Bitcoin stands at $119,214 today and reached intraday highs at $120,256 and lows at $116,751 as institutional and policy support for the asset gains in earnest. Later today, the White House will release the US government’s first crypto policy report ever in the form of suggestions for a strategic Bitcoin reserve and the regulating the stablecoins. The release comes on the back as PNC Bank collaborates with Coinbase in a bid to facilitate crypto-trading and as JPMorgan considers crypto-backed lending—programs which strive towards making Bitcoin a regular in traditional finance. Trump Media’s latest revelation of a $2 billion Bitcoin bet has generated even more bullish sentiment, taking BTC even more into the mainstream limelight. The developments show a large-scale adoption wave gathering steam as the players in the market increasingly consider Bitcoin both store of value and institutional asset.

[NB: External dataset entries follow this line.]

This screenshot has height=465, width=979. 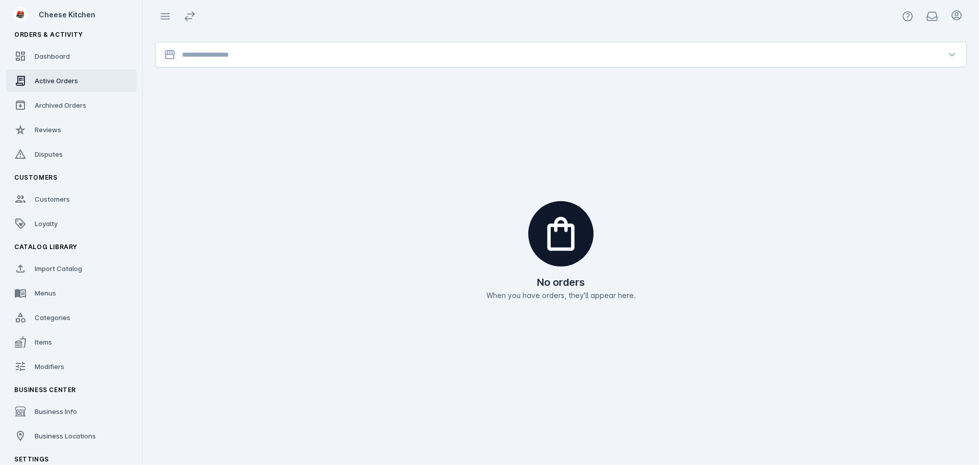 I want to click on span: Active Orders, so click(x=56, y=81).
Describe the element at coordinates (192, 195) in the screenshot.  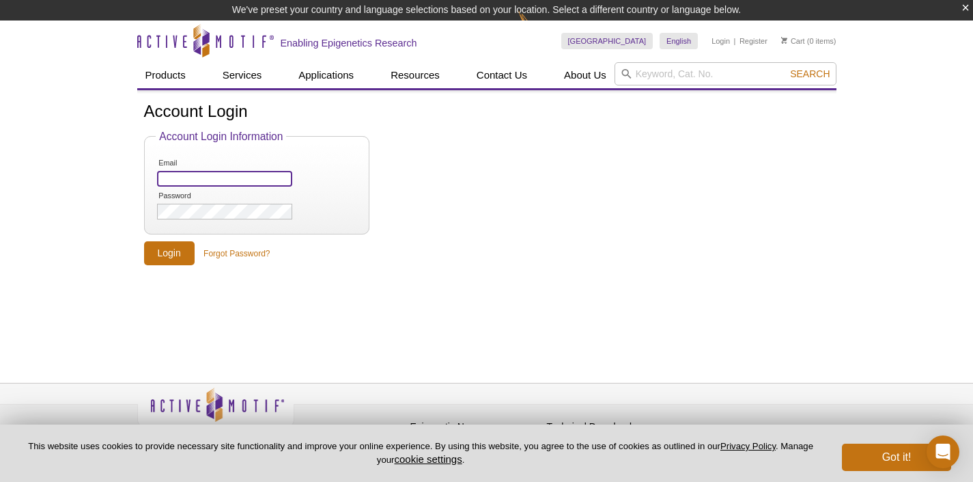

President Trump’s spate of statements—including calling for the removal of Powell to the release of new tariffs and AI administrative decrees—have enlivened economic volatility into the broader macro environment. Nevertheless, pro-crypto commentary from his administration, such as earlier attempts at creating a Strategic Bitcoin Reserve, has given Bitcoin the proprietary tailwind for gains. Yesterday’s dovish economic data and moderate Treasury yields have solidified BTC’s non-correlated hedge status in the face of slowing macro growth. With today’s Existing Home Sales data being processed by the markets, any suggestion at economic cooling within the week can supply more bullish momentum behind Bitcoin’s current rally. In the opinion of Zaye Capital Markets, BTC remains within the confines of a policy-revaluation cycle where geopolitical volatility and institutional onboarding continue to affect its position in diversified portfolios.

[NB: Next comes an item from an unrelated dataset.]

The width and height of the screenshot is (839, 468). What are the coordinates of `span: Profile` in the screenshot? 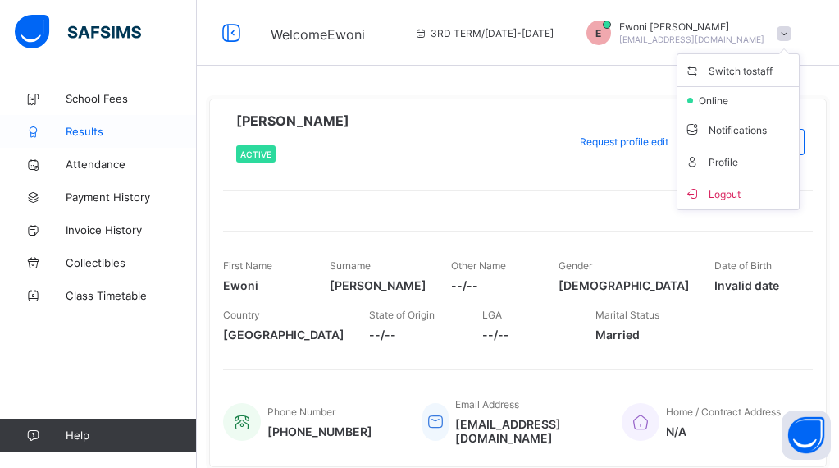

ETH Prices – Wednesday, 23 July 2025

Ethereum stands at $3,742.54, back a bit from an intraday peak at $3,767.95. While there has been some token price weakness, institutional buying remains steadfast, led by U.S. spot ETH ETFs, which in just this month have seen inflows exceed over $3 billion by themselves and set a new single-day record of $726 million. Whale on-chain inflows are adjusting for this unprecedented demand increase, as over 681,000 ETH (~$2.57 billion) have been aggregated since July 1 and $117 million of leverage-aided whalebuys via Aave in a mere five days. Profit-taking is in evidence—the most prominent being a whale unloading 8,005 ETH for roughly $30 million in profits—but accounts over 10,000 ETH are up by nearly 4%, revealing continued confidence on the whales’ part in the face of current RSI reading near 85, indicative of near-term overboughtness.

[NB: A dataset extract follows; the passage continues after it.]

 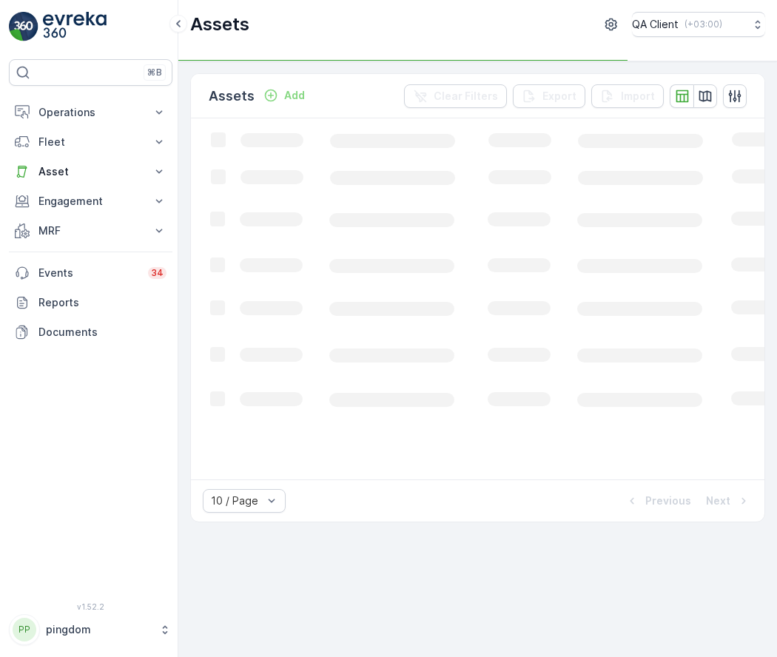 I want to click on a: Reports, so click(x=90, y=303).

Institutional building, ETF inflows, and whale purchases are continuing to underpin Ethereum’s growing role in decentralized finance and broader builds in the portfolio. Yesterday’s dovish US data and declining yields offered crypto instruments a little more upside room to maneuver, and housing figures today will set the tone in the rates space and short-term digital token inflows. At the same time, progress on crypto regulatory themes—the White House crypto paper coming soon—the list goes on—is settling Ethereum in the bigger cycle revaluation on the back of policy moves. Our view at Zaye Capital Markets is Ethereum remains inherently well-supported longer term but in the shorter term charts most likely temper into the $3,400-$3,600 range before a potential breakout towards $4,000+ in Q3.